In the native Win32 console API this field is called dwMaximumWindowSize
in the CONSOLE_SCREEN_BUFFER_INFO(EX)
struct. It's read-only and these methods generate it: https://github.com/microsoft/terminal/blob/d14524cd4cc4970bb1b6456f9667e2dd661b9854/src/host/screenInfo.cpp#L410-L478
It seems like we should return 65535,65535 for dwMaximumWindowSize
when conhost runs as ConPTY. I think this is where we should do it: https://github.com/microsoft/terminal/blob/d14524cd4cc4970bb1b6456f9667e2dd661b9854/src/host/screenInfo.cpp#L430
dwMaximumWindowSize
field stands for.Edit: Actually, maybe I'm misunderstanding dwMaximumWindowSize
. Seems like it's always been limited to the current window size which is... weird? How would someone then know how large a window can be made? Oh well...
@zadjii-msft Should we move this issue over to the terminal repo? Seems more like a bug to me. (Also, heavily related to our vim sizing issues?)
Some programs like vim and other use it as upper bound. Upon exit, it restores the terminal modes and size, which results in the wrong one, breaking the terminal
Oh, so this is almost definitely the root cause of https://github.com/microsoft/terminal/issues/16254 then isn't it 😮
We should definitely track this on the terminal repo somewhere - terminal#16254 is probably a good enough place. I'd want us to double-check the history here. IIRC we were returning 1,1 years ago[^1], so I'd want to see if we've got the history on why we picked the current buffer size (or if that was just a totally arbitrary decision)
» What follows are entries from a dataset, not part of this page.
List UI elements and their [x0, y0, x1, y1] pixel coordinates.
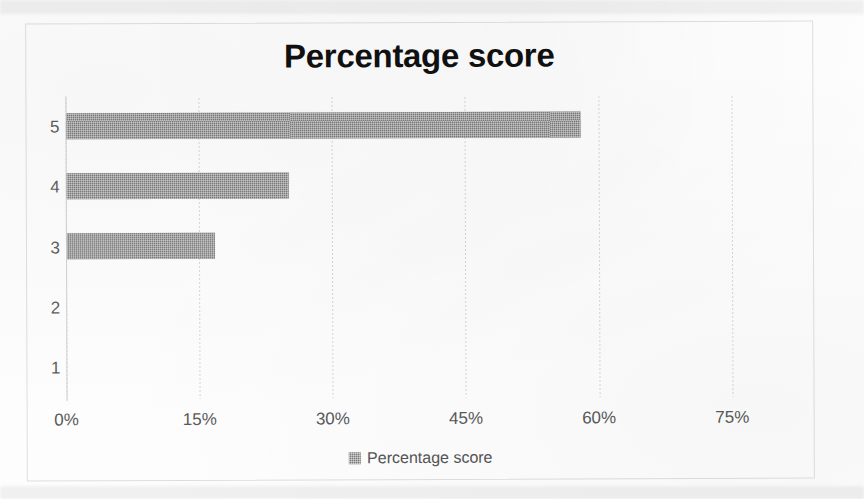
value-tick-label: 0%: [32, 410, 102, 430]
bar-row: [66, 96, 776, 159]
value-tick-label: 15%: [165, 410, 235, 430]
category-tick-label: 3: [36, 238, 60, 258]
bar-row: [67, 276, 777, 339]
value-tick-label: 30%: [298, 409, 368, 429]
category-tick-label: 1: [36, 358, 60, 378]
chart-frame: Percentage score 54321 0%15%30%45%60%75%…: [25, 20, 815, 481]
bar: [67, 173, 289, 200]
value-tick-label: 75%: [697, 408, 767, 428]
bar-row: [67, 216, 777, 279]
category-tick-label: 5: [35, 117, 59, 137]
scan-canvas: Percentage score 54321 0%15%30%45%60%75%…: [0, 0, 864, 499]
bar: [67, 233, 215, 260]
category-tick-label: 2: [36, 298, 60, 318]
value-tick-label: 60%: [564, 408, 634, 428]
chart-legend: Percentage score: [28, 447, 814, 468]
bar-row: [67, 156, 777, 219]
bar-row: [67, 336, 777, 399]
category-tick-label: 4: [36, 178, 60, 198]
plot-area: 54321 0%15%30%45%60%75%: [65, 96, 776, 400]
value-tick-label: 45%: [431, 409, 501, 429]
legend-label: Percentage score: [367, 449, 492, 467]
chart-title: Percentage score: [26, 35, 812, 76]
legend-swatch-icon: [349, 452, 361, 464]
bar-series: [65, 96, 775, 99]
bar: [66, 111, 580, 139]
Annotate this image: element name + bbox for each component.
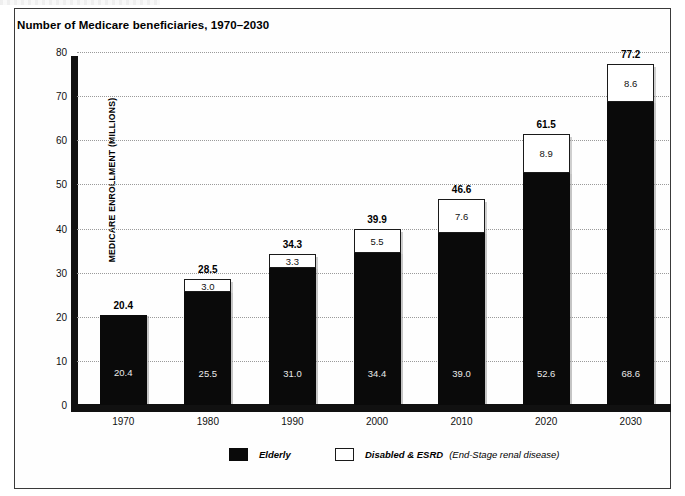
bar-total-label: 39.9 bbox=[348, 214, 407, 225]
bar-value-label-elderly: 31.0 bbox=[269, 368, 316, 379]
y-axis-tick-label: 50 bbox=[33, 179, 67, 190]
legend-item-disabled-esrd: Disabled & ESRD (End-Stage renal disease… bbox=[335, 448, 560, 461]
bar-value-label-disabled-esrd: 3.3 bbox=[270, 255, 315, 266]
bar-segment-elderly[interactable]: 25.5 bbox=[184, 292, 231, 405]
bar-value-label-elderly: 39.0 bbox=[438, 368, 485, 379]
bar-value-label-disabled-esrd: 5.5 bbox=[355, 236, 400, 247]
bar-group[interactable]: 3.331.034.3 bbox=[269, 52, 316, 405]
bar-total-label: 46.6 bbox=[432, 184, 491, 195]
bar-group[interactable]: 5.534.439.9 bbox=[354, 52, 401, 405]
bar-segment-elderly[interactable]: 20.4 bbox=[100, 315, 147, 405]
y-axis-tick-label: 10 bbox=[33, 355, 67, 366]
bar-segment-disabled-esrd[interactable]: 5.5 bbox=[354, 229, 401, 253]
bar-total-label: 77.2 bbox=[601, 49, 660, 60]
bar-segment-disabled-esrd[interactable]: 8.6 bbox=[607, 64, 654, 102]
bar-segment-disabled-esrd[interactable]: 3.0 bbox=[184, 279, 231, 292]
bar-total-label: 34.3 bbox=[263, 239, 322, 250]
bar-stack: 20.4 bbox=[100, 315, 147, 405]
legend-swatch-elderly-icon bbox=[229, 448, 248, 461]
x-axis-tick-label: 1970 bbox=[112, 416, 134, 427]
bar-value-label-elderly: 68.6 bbox=[607, 368, 654, 379]
bar-group[interactable]: 8.668.677.2 bbox=[607, 52, 654, 405]
y-axis-tick-label: 0 bbox=[33, 400, 67, 411]
scan-artifact bbox=[0, 0, 160, 5]
bar-segment-elderly[interactable]: 39.0 bbox=[438, 233, 485, 405]
legend-item-elderly: Elderly bbox=[229, 448, 291, 461]
y-axis-tick-label: 40 bbox=[33, 223, 67, 234]
x-axis-tick-labels: 1970198019902000201020202030 bbox=[77, 416, 669, 434]
bar-stack: 8.952.6 bbox=[523, 134, 570, 405]
bar-value-label-elderly: 34.4 bbox=[354, 368, 401, 379]
bar-stack: 8.668.6 bbox=[607, 64, 654, 405]
bar-group[interactable]: 20.420.4 bbox=[100, 52, 147, 405]
bar-value-label-disabled-esrd: 8.6 bbox=[608, 78, 653, 89]
x-axis-tick-label: 2010 bbox=[450, 416, 472, 427]
bar-value-label-elderly: 20.4 bbox=[101, 367, 146, 378]
bar-group[interactable]: 3.025.528.5 bbox=[184, 52, 231, 405]
bar-segment-disabled-esrd[interactable]: 7.6 bbox=[438, 199, 485, 233]
bar-total-label: 61.5 bbox=[517, 119, 576, 130]
y-axis-tick-label: 30 bbox=[33, 267, 67, 278]
bar-total-label: 20.4 bbox=[94, 300, 153, 311]
page-title: Number of Medicare beneficiaries, 1970–2… bbox=[17, 19, 269, 31]
x-axis-line bbox=[71, 404, 671, 412]
bar-segment-disabled-esrd[interactable]: 8.9 bbox=[523, 134, 570, 173]
bar-stack: 5.534.4 bbox=[354, 229, 401, 405]
bar-value-label-disabled-esrd: 7.6 bbox=[439, 211, 484, 222]
legend-sublabel-disabled-esrd: (End-Stage renal disease) bbox=[449, 449, 559, 460]
bar-value-label-elderly: 25.5 bbox=[184, 368, 231, 379]
bar-value-label-elderly: 52.6 bbox=[523, 368, 570, 379]
plot-area: 20.420.43.025.528.53.331.034.35.534.439.… bbox=[77, 52, 669, 405]
bar-stack: 7.639.0 bbox=[438, 199, 485, 405]
x-axis-tick-label: 2000 bbox=[366, 416, 388, 427]
x-axis-tick-label: 2030 bbox=[620, 416, 642, 427]
bar-value-label-disabled-esrd: 8.9 bbox=[524, 148, 569, 159]
bar-segment-elderly[interactable]: 68.6 bbox=[607, 102, 654, 405]
x-axis-tick-label: 1980 bbox=[197, 416, 219, 427]
bar-group[interactable]: 8.952.661.5 bbox=[523, 52, 570, 405]
legend-label-elderly: Elderly bbox=[259, 449, 291, 460]
chart-legend: Elderly Disabled & ESRD (End-Stage renal… bbox=[0, 444, 685, 470]
bar-value-label-disabled-esrd: 3.0 bbox=[185, 280, 230, 291]
legend-swatch-disabled-icon bbox=[335, 448, 354, 461]
bar-group[interactable]: 7.639.046.6 bbox=[438, 52, 485, 405]
bar-total-label: 28.5 bbox=[178, 264, 237, 275]
y-axis-tick-label: 60 bbox=[33, 135, 67, 146]
bar-segment-disabled-esrd[interactable]: 3.3 bbox=[269, 254, 316, 269]
bar-segment-elderly[interactable]: 34.4 bbox=[354, 253, 401, 405]
y-axis-tick-labels: 01020304050607080 bbox=[22, 52, 67, 405]
x-axis-tick-label: 1990 bbox=[281, 416, 303, 427]
y-axis-tick-label: 80 bbox=[33, 47, 67, 58]
bar-segment-elderly[interactable]: 52.6 bbox=[523, 173, 570, 405]
x-axis-tick-label: 2020 bbox=[535, 416, 557, 427]
legend-label-disabled-esrd: Disabled & ESRD bbox=[365, 449, 443, 460]
y-axis-tick-label: 20 bbox=[33, 311, 67, 322]
bar-segment-elderly[interactable]: 31.0 bbox=[269, 268, 316, 405]
bar-stack: 3.331.0 bbox=[269, 254, 316, 405]
bar-stack: 3.025.5 bbox=[184, 279, 231, 405]
y-axis-tick-label: 70 bbox=[33, 91, 67, 102]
[^1]: which is obviously insane in retrospect
root cause of 16254
I dearly hope vim isn’t using the max physical window size to position the cursor. That value has no bearing on the actual buffer the user was looking at. How could it be the root cause?
1,1 is “insane”
The problem is that this question has no answer. There is no guarantee of a physical window, and when there is a physical window we cannot know its limits. Is it more correct to say 64k than 1? I disagree 😄
Hello,
I can't find any reference to
MaxPhysicalWindowSize
in the console docs, I may be missing something, but is there a way to set this value?The initial
COORD
inCreatePseudoConsole
and inResizePseudoConsole
seem to only take X/Y.Some programs like vim and other use it as upper bound. Upon exit, it restores the terminal modes and size, which results in the wrong one, breaking the terminal.
While I am working on adding support for conpty in a Go library, I noticed that OpenSSH has the same issue.
Open/Close vim result:
Any pointer would be appreciated.
For reference: windows 2022 server without desktop: 10.0.20348.0 sshd: OpenSSH_for_Windows_8.0p1 vim: 9.0 (2022 Jun 28)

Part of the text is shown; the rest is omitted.